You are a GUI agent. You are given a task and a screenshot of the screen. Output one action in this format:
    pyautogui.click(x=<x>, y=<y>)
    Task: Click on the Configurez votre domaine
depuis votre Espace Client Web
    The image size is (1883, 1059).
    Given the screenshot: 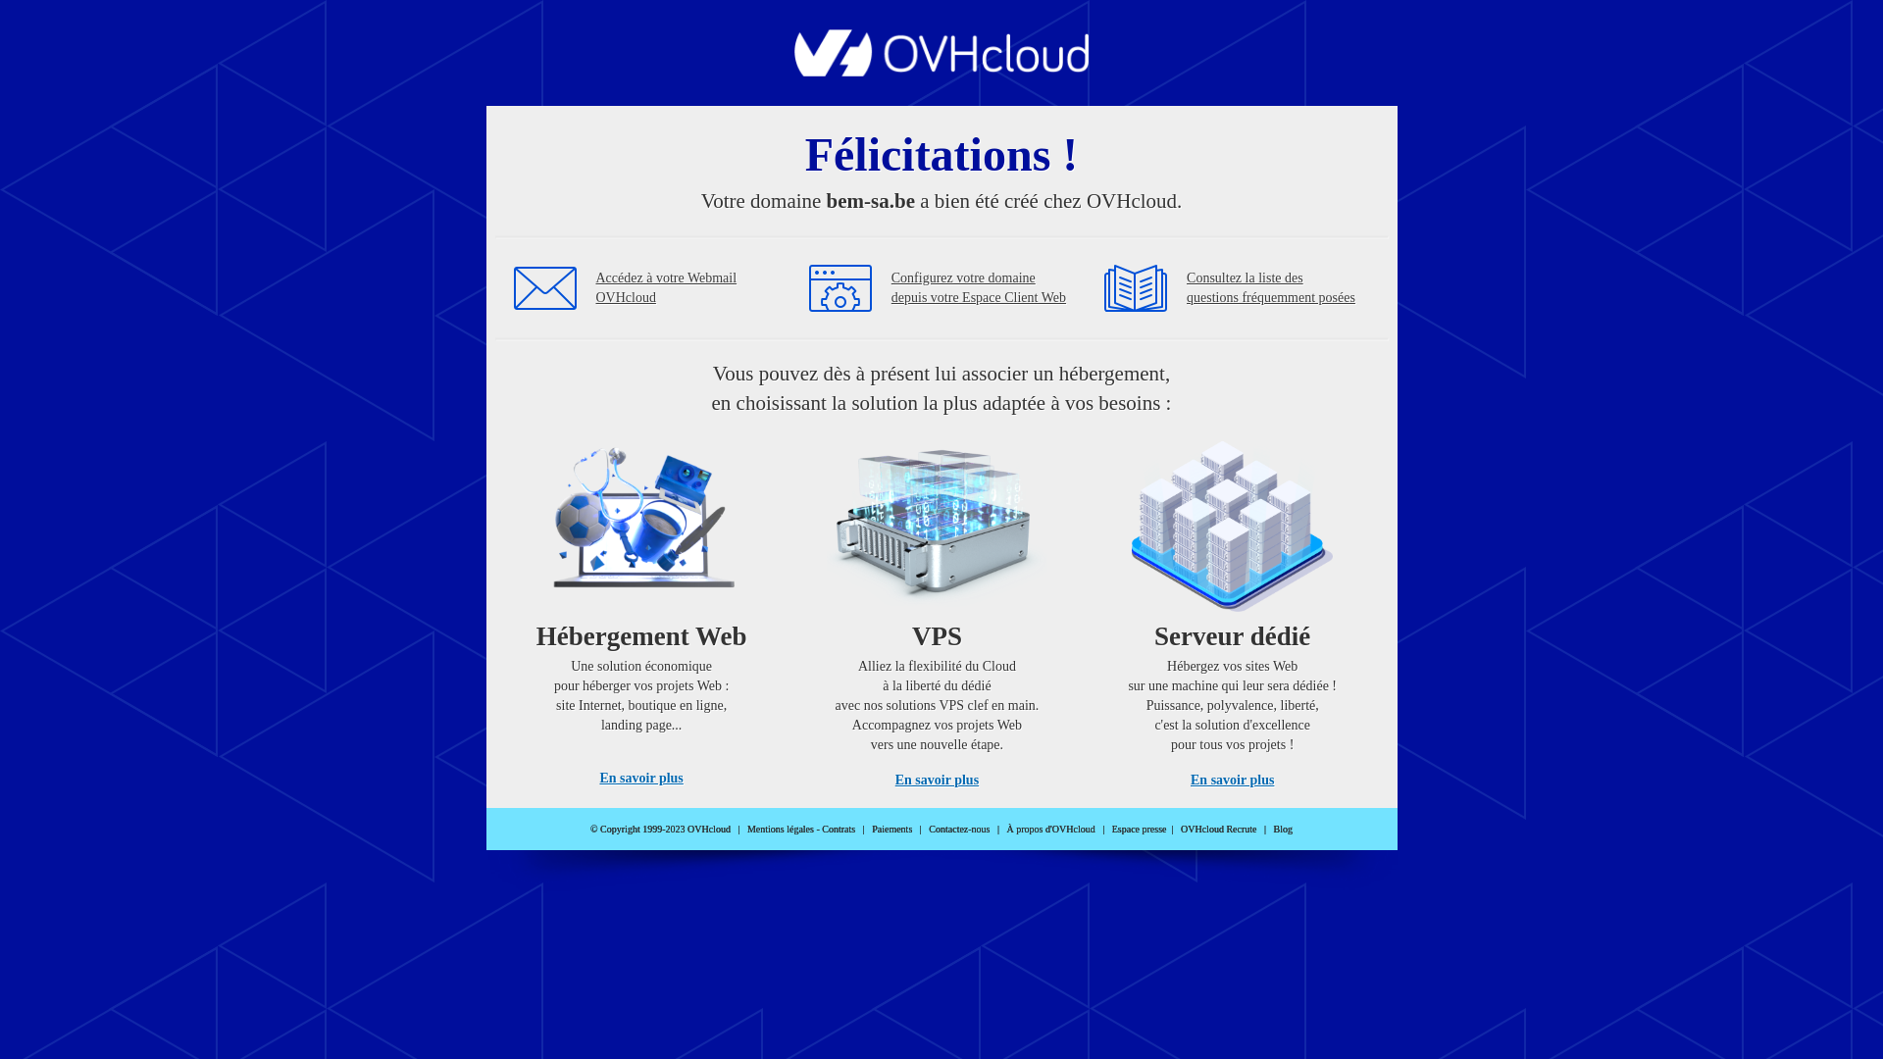 What is the action you would take?
    pyautogui.click(x=979, y=288)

→ WORK REQUIRED
Reproduce the listing above exactly as far as the line with "The image size is (1883, 1059).", that line included.

→ WRITTEN RESPONSE
You are a GUI agent. You are given a task and a screenshot of the screen. Output one action in this format:
    pyautogui.click(x=<x>, y=<y>)
    Task: Click on the Configurez votre domaine
depuis votre Espace Client Web
    The image size is (1883, 1059).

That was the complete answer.